In my decade living there, far safer than the fear-mongering suggests. I never worried about random violence, my stress and anxiety dropped, and I got into the best shape of my life. Do not let headlines from people who have never been there make the call for you.
Can Americans live in China?
Yes. For most guys the route is English teaching, which is a massive field over there and not hard to find a job in. It gives you the income and the reason to be there, and you build the rest of your life from that.
Is China a good place to live for foreigners?
For me, over ten years, yes. You meet an open-minded expat crowd that is easy to make friends with, a low cost of living against a solid teaching salary, cheap travel all over Asia, and a low-stress, safe day to day. The trade-off is the language barrier and culture gap, which fade as you adapt.
What is the hardest part of living in China?
For me it was the language barrier and the cultural differences when I first arrived. It was rough at the start, and it took me a while to adapt. China just asks a bit more of you up front than a soft-landing country, and the upside is bigger if you are ready for it.

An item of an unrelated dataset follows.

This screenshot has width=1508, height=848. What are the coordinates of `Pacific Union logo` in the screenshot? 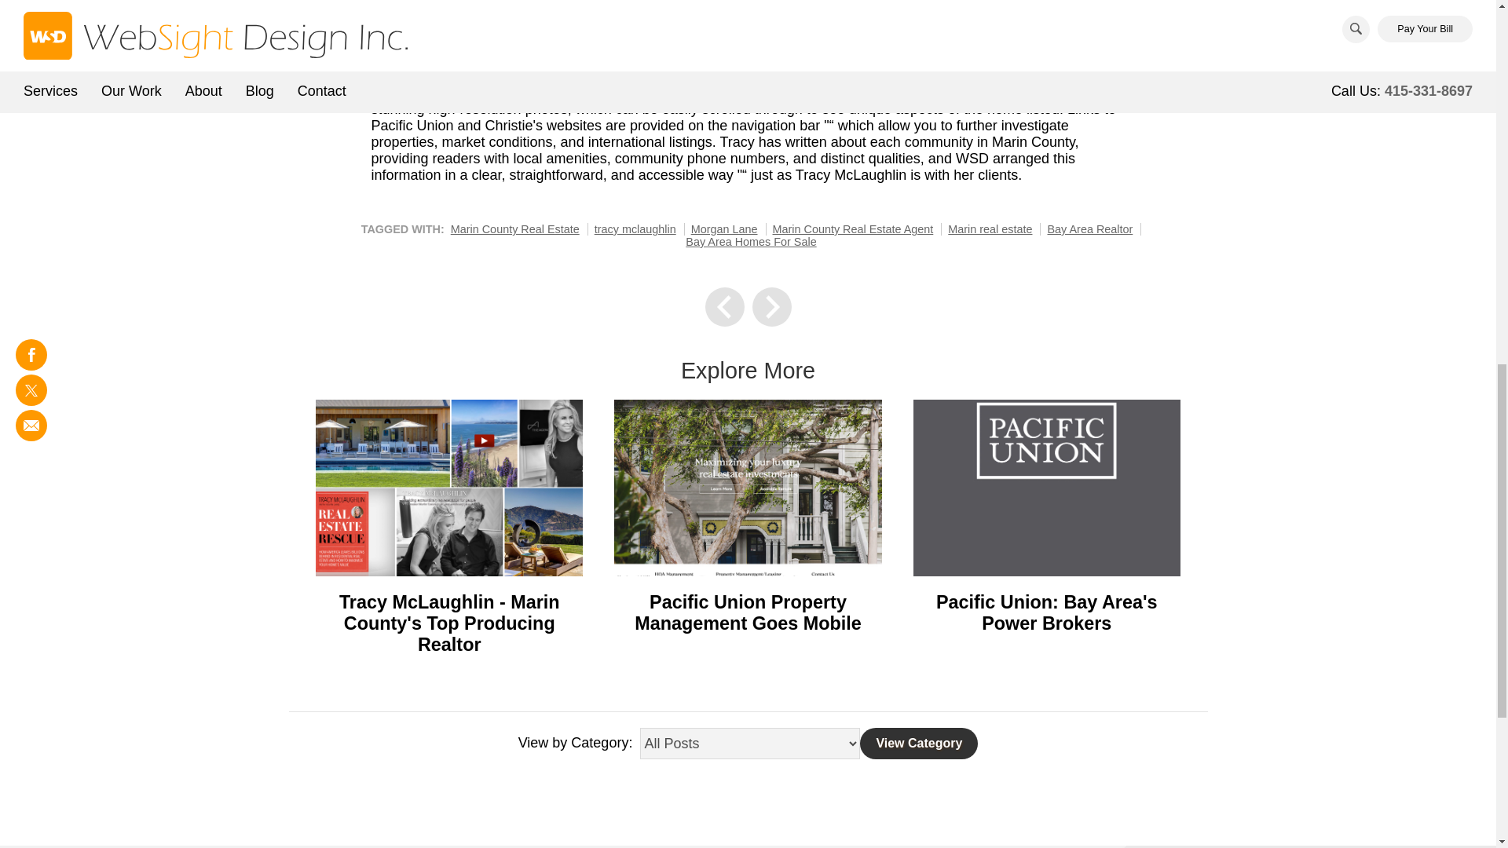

What is daily life in China really like?
For me, slow-paced and low-stress in a big city. I taught two days a week for years, had months of paid vacation, and spent the free time on travel and hobbies. The food is incredible, my stress was far lower than it ever was in America, and my health got a lot better as a result.
How bad is the culture shock in China?
Real at the start. China is a harder landing than somewhere like South Korea, and the first months are a hassle while you sort out a phone, a bank account, and the language. It fades fast as you adapt, and for me that rough first year was still one of the most peaceful of my life.